In a previous blog, we looked at how role-playing games, like Dungeons & Dragons (D&D) could be used as therapeutic tools. Adding those with social difficulties and offering a safe space to explore various experiences and situations which could prove challenging in the real world.
With this piece, I’d like to briefly look at how role-playing experiences can be used within the world of education. Role-playing games (RPG’s) have an inherent flexibility and narrative framework that lends itself well to use within education, as it offers an easy mode and process for interdisciplinary learning.
What an RPG offer’s most importantly, and this applies to any age but is most likely best understood within the context of K-12 learning, is that they are narrative microcosms of the real world. Whether it is therapy, as we’ve seen, or education or business, being able to teach and practice useful life skills within a long-term, consequence-free environment is an incredibly useful and powerful tool that should really be utilized more.
At the core of RPG’s & Education
Having played D&D with friends for a while, I’ve come to appreciate the unbelievable flexibility that a role-playing experience has. Regardless of whether it is a fantasy setting such as D&D or a more real-world framework such as the Moerae Model for group work, an RPG has a multidisciplinary deliverable that can easily be used within an educational setting.
At its core an RPG offer’s, in no particular order, 4 main points:
- Creativity
- Writing skills
- Reading Knowledge
- Mathematics
A well-designed narrative scenario, or campaign to use D&D parlance, incorporates all 4 of those points and the variations upon them. It need not be a fantasy setting but can also be a historical setting. Let’s use the point of Creativity and imagine a campaign for ourselves as an example of what a K-12 RPG could look like and what it can incorporate.
First, we need a theme, a structure, let’s use a historical setting, one that everyone has some inherent knowledge about perhaps, how about the Second World War? That’s our setting, now we can build a narrative around it, maybe using a specific event will help us narrow down what we want, let’s take D-Day and the landings at Normandy, France. Already we’ve added historical events and geographic elements that students will learn about.
Second, we’ll need to personalize it, ensure that the students have a vested interest in the narrative. For ease and safety, we’ll choose characters within the Allied invasion force that will plan and eventually land on the beaches of Normandy. With that we’ve given the students a sense of responsibility as well, as you take them through the narrative and the events of the lead up to D-Day, they will need to learn about the planning that went into it. This can involve thousands of aspects, the meteorology of that part of Europe, it’s geographic uniqueness, the mathematics is required to determine the correct, the logistics around transporting that many troops, the level of communication required, and so on.
Thirdly, and finally, for now, as you lead your students through the events, they will research and need to produce their own narratives (imagine essay’s and a course in academic vernacular). With that writing and reading is incorporated, as well as literary knowledge. And if you are so inclined you may add other variations on top of it, such as ethical issues of war, hypothetical situations, and others to bring across what is required of a school’s curriculum.
That quick, and loose, example of how an RPG experience can be used illustrates the ease and power of it. Some readers may look at and feel that it is maybe not suited to an education environment, though certain educational systems such as the Waldorf schooling system use something similar in terms of the holistic presentation of education. Though the RPG experience takes it one step further, by making the student personally involved and responsible within the narrative. In essence, more value is placed in because they now have a character that needs to make it through to the end, and along the way, they “accidentally” learn something as well.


Tally the lines below that contain the word "HEALTHY", then give the tally alone.

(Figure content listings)
■ ■ ■

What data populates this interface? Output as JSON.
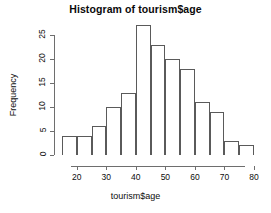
{
  "chart_data": {
    "type": "bar",
    "title": "Histogram of tourism$age",
    "xlabel": "tourism$age",
    "ylabel": "Frequency",
    "bin_width": 5,
    "bin_edges": [
      15,
      20,
      25,
      30,
      35,
      40,
      45,
      50,
      55,
      60,
      65,
      70,
      75,
      80
    ],
    "categories": [
      "15-20",
      "20-25",
      "25-30",
      "30-35",
      "35-40",
      "40-45",
      "45-50",
      "50-55",
      "55-60",
      "60-65",
      "65-70",
      "70-75",
      "75-80"
    ],
    "values": [
      4,
      4,
      6,
      10,
      13,
      27,
      23,
      20,
      18,
      11,
      9,
      3,
      2
    ],
    "xlim": [
      15,
      80
    ],
    "ylim": [
      0,
      27
    ],
    "xticks": [
      20,
      30,
      40,
      50,
      60,
      70,
      80
    ],
    "yticks": [
      0,
      5,
      10,
      15,
      20,
      25
    ],
    "grid": false,
    "legend": null,
    "bar_fill": "#ffffff",
    "bar_border": "#5a5a5a",
    "axis_color": "#6e6e6e",
    "text_color": "#0d0d0d",
    "background": "#ffffff"
  }
}
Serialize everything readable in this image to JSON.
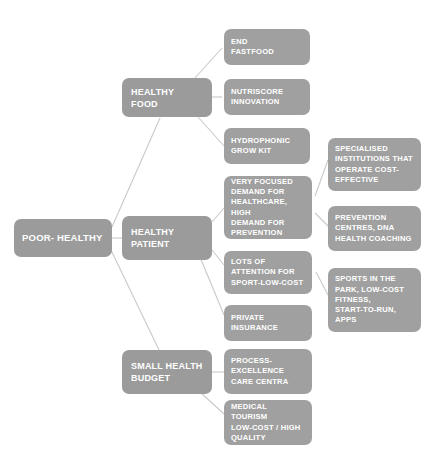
{
  "diagram": {
    "background_color": "#ffffff",
    "node_color": "#9d9d9d",
    "text_color": "#ffffff",
    "edge_color": "#c9c9c9",
    "root": {
      "label": "POOR- HEALTHY"
    },
    "branches": [
      {
        "label": "HEALTHY FOOD",
        "children": [
          {
            "label": "END\nFASTFOOD",
            "children": []
          },
          {
            "label": "NUTRISCORE\nINNOVATION",
            "children": []
          },
          {
            "label": "HYDROPHONIC\nGROW KIT",
            "children": []
          }
        ]
      },
      {
        "label": "HEALTHY\nPATIENT",
        "children": [
          {
            "label": "VERY FOCUSED\nDEMAND FOR\nHEALTHCARE, HIGH\nDEMAND FOR\nPREVENTION",
            "children": [
              {
                "label": "SPECIALISED\nINSTITUTIONS THAT\nOPERATE COST-\nEFFECTIVE"
              },
              {
                "label": "PREVENTION\nCENTRES, DNA\nHEALTH COACHING"
              }
            ]
          },
          {
            "label": "LOTS OF\nATTENTION FOR\nSPORT-LOW-COST",
            "children": [
              {
                "label": "SPORTS IN THE\nPARK, LOW-COST\nFITNESS,\nSTART-TO-RUN,\nAPPS"
              }
            ]
          },
          {
            "label": "PRIVATE\nINSURANCE",
            "children": []
          }
        ]
      },
      {
        "label": "SMALL HEALTH\nBUDGET",
        "children": [
          {
            "label": "PROCESS-\nEXCELLENCE\nCARE CENTRA",
            "children": []
          },
          {
            "label": "MEDICAL TOURISM\nLOW-COST / HIGH\nQUALITY",
            "children": []
          }
        ]
      }
    ]
  }
}
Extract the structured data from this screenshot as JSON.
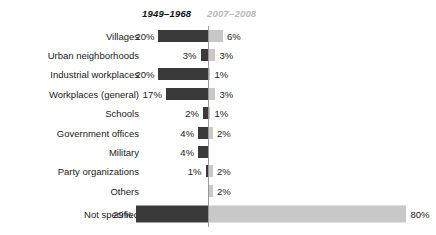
{
  "legend": {
    "past_label": "1949–1968",
    "recent_label": "2007–2008",
    "past_color": "#3a3a3a",
    "recent_color": "#c8c8c8"
  },
  "chart_data": {
    "type": "bar",
    "title": "",
    "subtitle": "",
    "xlabel": "",
    "ylabel": "",
    "orientation": "horizontal",
    "style": "diverging-bidirectional",
    "grid": false,
    "legend_position": "top",
    "axis_center_percent": 0,
    "unit": "%",
    "max_value": 80,
    "categories": [
      "Villages",
      "Urban neighborhoods",
      "Industrial workplaces",
      "Workplaces (general)",
      "Schools",
      "Government offices",
      "Military",
      "Party organizations",
      "Others",
      "Not specified"
    ],
    "series": [
      {
        "name": "1949–1968",
        "direction": "left",
        "color": "#3a3a3a",
        "values": [
          20,
          3,
          20,
          17,
          2,
          4,
          4,
          1,
          0,
          29
        ],
        "labels": [
          "20%",
          "3%",
          "20%",
          "17%",
          "2%",
          "4%",
          "4%",
          "1%",
          "",
          "29%"
        ]
      },
      {
        "name": "2007–2008",
        "direction": "right",
        "color": "#c8c8c8",
        "values": [
          6,
          3,
          1,
          3,
          1,
          2,
          0,
          2,
          2,
          80
        ],
        "labels": [
          "6%",
          "3%",
          "1%",
          "3%",
          "1%",
          "2%",
          "",
          "2%",
          "2%",
          "80%"
        ]
      }
    ]
  }
}
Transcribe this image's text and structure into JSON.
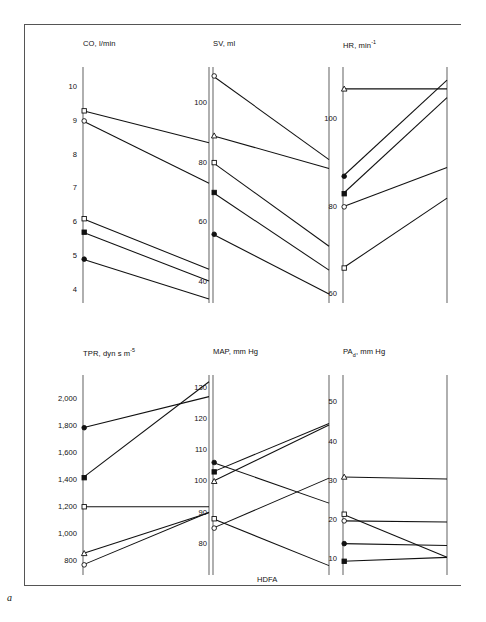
{
  "figure": {
    "letter": "a",
    "group_caption": "HDFA",
    "background": "#ffffff",
    "line_color": "#111111",
    "axis_color": "#6e6e6e"
  },
  "subjects": [
    {
      "id": "s1",
      "marker": "open-circle"
    },
    {
      "id": "s2",
      "marker": "open-square"
    },
    {
      "id": "s3",
      "marker": "filled-circle"
    },
    {
      "id": "s4",
      "marker": "filled-square"
    },
    {
      "id": "s5",
      "marker": "triangle"
    }
  ],
  "chart_data": [
    {
      "type": "line",
      "name": "CO",
      "title": "CO, l/min",
      "variable": "CO",
      "unit": "l/min",
      "xlabel": "",
      "ylabel": "CO, l/min",
      "x": [
        "HD",
        "FA"
      ],
      "ylim": [
        3.6,
        10.6
      ],
      "ticks": [
        10,
        9,
        8,
        7,
        6,
        5,
        4
      ],
      "tick_labels": [
        "10",
        "9",
        "8",
        "7",
        "6",
        "5",
        "4"
      ],
      "grid": false,
      "series": [
        {
          "name": "s2",
          "marker": "open-square",
          "values": [
            9.3,
            8.35
          ]
        },
        {
          "name": "s1",
          "marker": "open-circle",
          "values": [
            9.0,
            7.15
          ]
        },
        {
          "name": "s4",
          "marker": "open-square-low",
          "values": [
            6.1,
            4.6
          ]
        },
        {
          "name": "s3",
          "marker": "filled-square",
          "values": [
            5.7,
            4.25
          ]
        },
        {
          "name": "s5",
          "marker": "filled-circle",
          "values": [
            4.9,
            3.72
          ]
        }
      ]
    },
    {
      "type": "line",
      "name": "SV",
      "title": "SV, ml",
      "variable": "SV",
      "unit": "ml",
      "xlabel": "",
      "ylabel": "SV, ml",
      "x": [
        "HD",
        "FA"
      ],
      "ylim": [
        33,
        112
      ],
      "ticks": [
        100,
        80,
        60,
        40
      ],
      "tick_labels": [
        "100",
        "80",
        "60",
        "40"
      ],
      "grid": false,
      "series": [
        {
          "name": "s1",
          "marker": "open-circle",
          "values": [
            109,
            81
          ]
        },
        {
          "name": "s5",
          "marker": "triangle",
          "values": [
            89,
            78
          ]
        },
        {
          "name": "s2",
          "marker": "open-square",
          "values": [
            80,
            52
          ]
        },
        {
          "name": "s4",
          "marker": "filled-square",
          "values": [
            70,
            44
          ]
        },
        {
          "name": "s3",
          "marker": "filled-circle",
          "values": [
            56,
            36
          ]
        }
      ]
    },
    {
      "type": "line",
      "name": "HR",
      "title": "HR, min-1",
      "variable": "HR",
      "unit": "min⁻¹",
      "xlabel": "",
      "ylabel": "HR, min-1",
      "x": [
        "HD",
        "FA"
      ],
      "ylim": [
        58,
        112
      ],
      "ticks": [
        100,
        80,
        60
      ],
      "tick_labels": [
        "100",
        "80",
        "60"
      ],
      "grid": false,
      "series": [
        {
          "name": "s5",
          "marker": "triangle",
          "values": [
            107,
            107
          ]
        },
        {
          "name": "s3",
          "marker": "filled-circle",
          "values": [
            87,
            109
          ]
        },
        {
          "name": "s4",
          "marker": "filled-square",
          "values": [
            83,
            105
          ]
        },
        {
          "name": "s1",
          "marker": "open-circle",
          "values": [
            80,
            89
          ]
        },
        {
          "name": "s2",
          "marker": "open-square",
          "values": [
            66,
            82
          ]
        }
      ]
    },
    {
      "type": "line",
      "name": "TPR",
      "title": "TPR, dyn s m-5",
      "variable": "TPR",
      "unit": "dyn s m⁻⁵",
      "xlabel": "",
      "ylabel": "TPR, dyn s m-5",
      "x": [
        "HD",
        "FA"
      ],
      "ylim": [
        700,
        2180
      ],
      "ticks": [
        2000,
        1800,
        1600,
        1400,
        1200,
        1000,
        800
      ],
      "tick_labels": [
        "2,000",
        "1,800",
        "1,600",
        "1,400",
        "1,200",
        "1,000",
        "800"
      ],
      "grid": false,
      "series": [
        {
          "name": "s3",
          "marker": "filled-circle",
          "values": [
            1790,
            2020
          ]
        },
        {
          "name": "s4",
          "marker": "filled-square",
          "values": [
            1420,
            2130
          ]
        },
        {
          "name": "s2",
          "marker": "open-square",
          "values": [
            1205,
            1205
          ]
        },
        {
          "name": "s5",
          "marker": "triangle",
          "values": [
            860,
            1160
          ]
        },
        {
          "name": "s1",
          "marker": "open-circle",
          "values": [
            775,
            1165
          ]
        }
      ]
    },
    {
      "type": "line",
      "name": "MAP",
      "title": "MAP, mm Hg",
      "variable": "MAP",
      "unit": "mm Hg",
      "xlabel": "HDFA",
      "ylabel": "MAP, mm Hg",
      "x": [
        "HD",
        "FA"
      ],
      "ylim": [
        70,
        134
      ],
      "ticks": [
        130,
        120,
        110,
        100,
        90,
        80
      ],
      "tick_labels": [
        "130",
        "120",
        "110",
        "100",
        "90",
        "80"
      ],
      "grid": false,
      "series": [
        {
          "name": "s3",
          "marker": "filled-circle",
          "values": [
            106,
            93
          ]
        },
        {
          "name": "s4",
          "marker": "filled-square",
          "values": [
            103,
            118.5
          ]
        },
        {
          "name": "s5",
          "marker": "triangle",
          "values": [
            100,
            118
          ]
        },
        {
          "name": "s2",
          "marker": "open-square",
          "values": [
            88,
            73
          ]
        },
        {
          "name": "s1",
          "marker": "open-circle",
          "values": [
            85,
            101
          ]
        }
      ]
    },
    {
      "type": "line",
      "name": "PAd",
      "title": "PAd, mm Hg",
      "variable": "PAd",
      "unit": "mm Hg",
      "xlabel": "",
      "ylabel": "PAd, mm Hg",
      "x": [
        "HD",
        "FA"
      ],
      "ylim": [
        6,
        57
      ],
      "ticks": [
        50,
        40,
        30,
        20,
        10
      ],
      "tick_labels": [
        "50",
        "40",
        "30",
        "20",
        "10"
      ],
      "grid": false,
      "series": [
        {
          "name": "s5",
          "marker": "triangle",
          "values": [
            31,
            30.5
          ]
        },
        {
          "name": "s2",
          "marker": "open-square",
          "values": [
            21.5,
            10.5
          ]
        },
        {
          "name": "s1",
          "marker": "open-circle",
          "values": [
            19.8,
            19.5
          ]
        },
        {
          "name": "s3",
          "marker": "filled-circle",
          "values": [
            14,
            13.5
          ]
        },
        {
          "name": "s4",
          "marker": "filled-square",
          "values": [
            9.5,
            10.5
          ]
        }
      ]
    }
  ]
}
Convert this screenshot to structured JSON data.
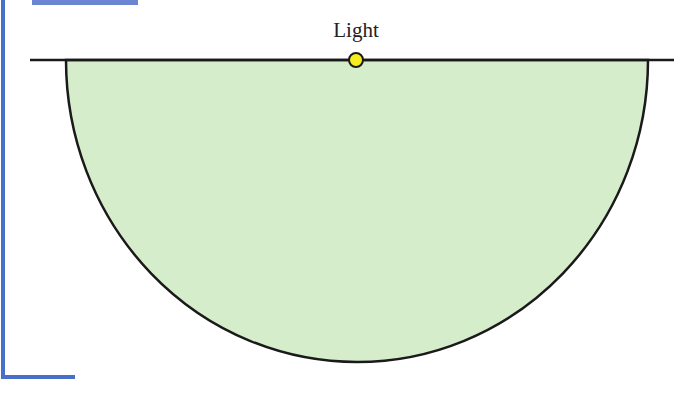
{
  "diagram": {
    "light_label": "Light",
    "colors": {
      "fill": "#d6edcc",
      "stroke": "#1a1a1a",
      "light": "#f5ee1e",
      "frame": "#4a6fc6"
    }
  }
}
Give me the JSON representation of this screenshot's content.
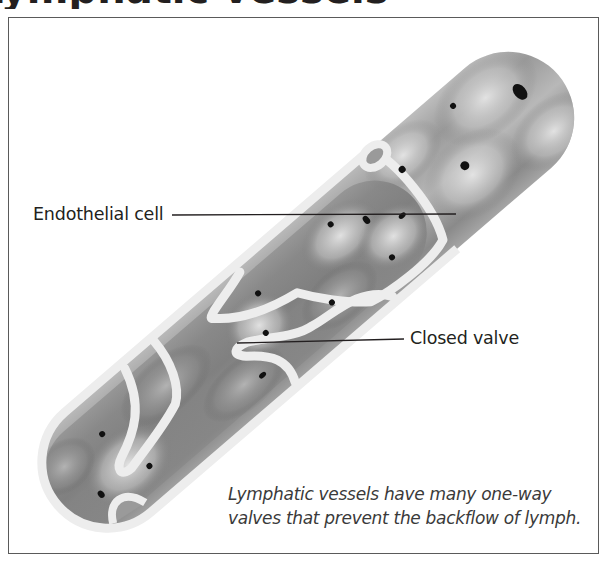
{
  "heading": {
    "text": "Lymphatic vessels"
  },
  "figure": {
    "labels": {
      "endothelial_cell": "Endothelial cell",
      "closed_valve": "Closed valve"
    },
    "caption": {
      "line1": "Lymphatic vessels have many one-way",
      "line2": "valves that prevent the backflow of lymph."
    },
    "colors": {
      "frame": "#5a5a5a",
      "vessel_light": "#d9d9d9",
      "vessel_dark": "#6e6e6e",
      "valve_outline": "#eeeeee",
      "nucleus": "#111111",
      "leader_line": "#231f20"
    }
  }
}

■ ■ ■

• _Solution_: 3